March 9, 2026
Fractal flashback, 3D splash
Show HN: Hopalong Attractor. An old classic with a new perspective in 3D
Retro math art gets a 3D glow‑up — comment section whispers “cool”
TLDR: A GitHub project revives the vintage Hopalong attractor with modern Python and striking 3D visuals, turning classic math art into a fresh showpiece. Early comments are few but warmly positive, signaling quiet hype and nostalgia for accessible, open-source math art that anyone can explore.
A classic math doodle from the ’80s just got a 3D makeover, and the crowd’s first reaction is a soft but solid thumbs‑up. The Hopalong attractor—think trippy, kaleidoscope‑like patterns born from simple rules—has been revived in Python with slick 2D and 3D views, complete with a research badge and open code on GitHub. It’s the kind of project that screams retro screensaver energy, and the vibe is nostalgic wonder rather than nitpicky teardown. One early voice summed it up with a grin: “Really cool :)” — a minimalist blessing from the internet gods.
Under the hood, this is math‑meets‑art, originally popularized in Scientific American in 1986 and now brought into the present with modern rendering. But the real drama? There… isn’t any. At least not yet. No flame wars over performance vs. purity, no “use GPU or go home” ultimatums—just quiet appreciation and people bookmarking the repo like it’s their next chill coding weekend. The silence is almost suspenseful: will the usual “is this art or science?” debate show up?
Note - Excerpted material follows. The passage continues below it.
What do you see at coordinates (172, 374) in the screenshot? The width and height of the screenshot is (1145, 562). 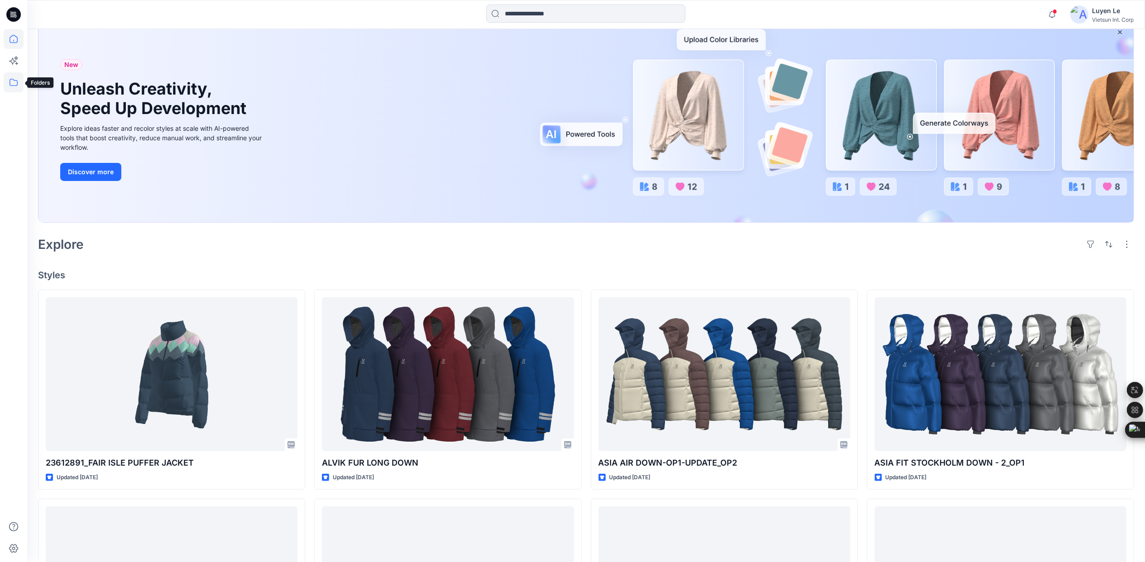 I see `a: 23612891_FAIR ISLE PUFFER JACKET` at bounding box center [172, 374].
For now, it’s all vibes—a rare moment where Hacker News leans back, enjoys the pixels, and lets an old idea sparkle in 3D.
Key Points
- •A GitHub repository provides a Python implementation of the Hopalong attractor using pixel-based density approximation.
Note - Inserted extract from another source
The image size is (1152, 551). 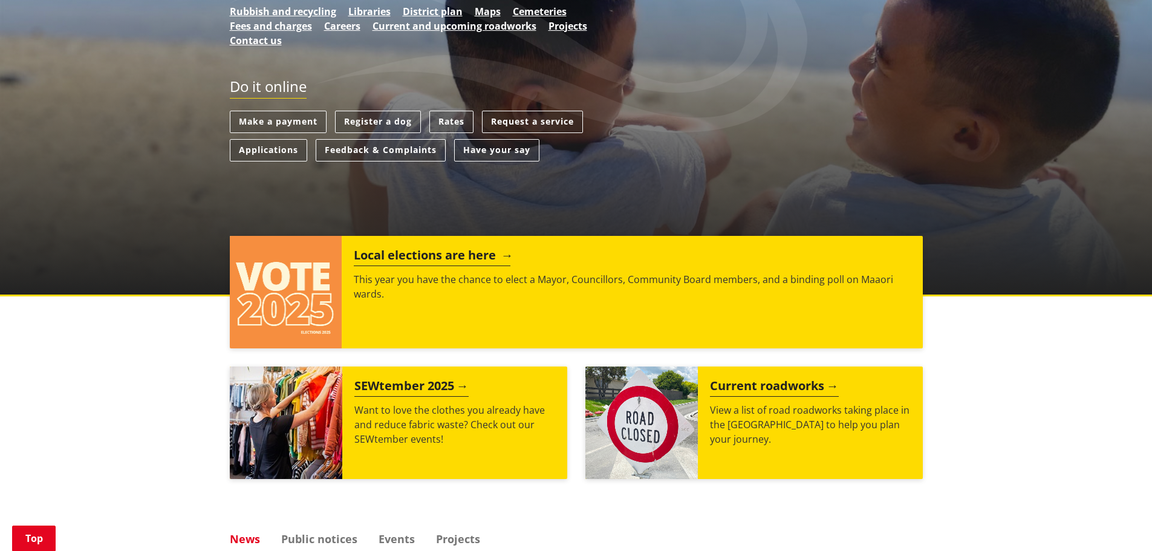 I want to click on a: Register a dog, so click(x=378, y=122).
- •The project includes scripts for basic, 2D/3D, and extended versions (hopalong_basic.py, hopalong_basic_2D_3D.py, hopalong_extended.py).
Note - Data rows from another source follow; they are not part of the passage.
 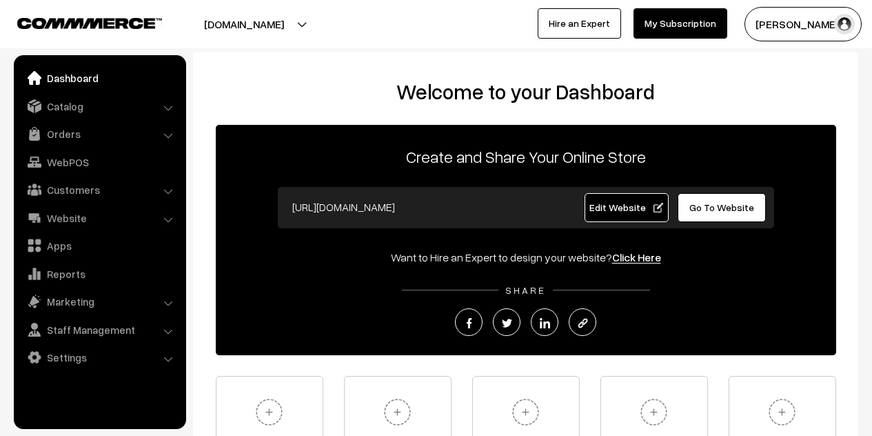 I want to click on span: Edit Website, so click(x=626, y=207).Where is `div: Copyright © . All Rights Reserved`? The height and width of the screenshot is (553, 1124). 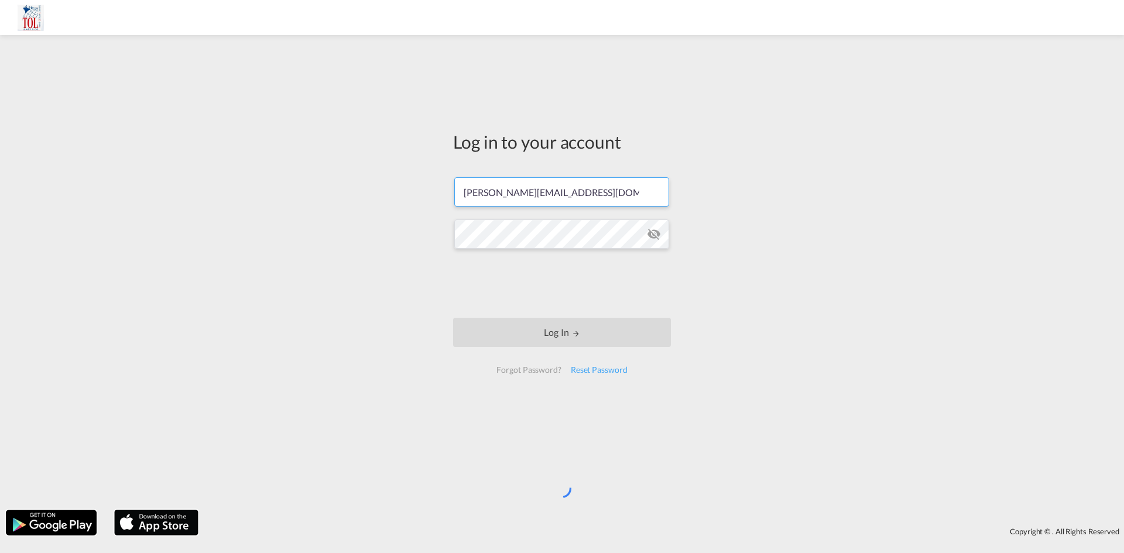
div: Copyright © . All Rights Reserved is located at coordinates (664, 532).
- •Repository structure features folders for Alternative_Solutions, Documentation, Experimental_Dev, Output, and Statistics.
- •A Zenodo DOI (10.5281/zenodo.18811880) is linked for citation and archival access.
- •Historical context credits Barry Martin as the author and A.K. Dewdney/Scientific American and Spektrum der Wissenschaft (via HÜPFER) for popularization.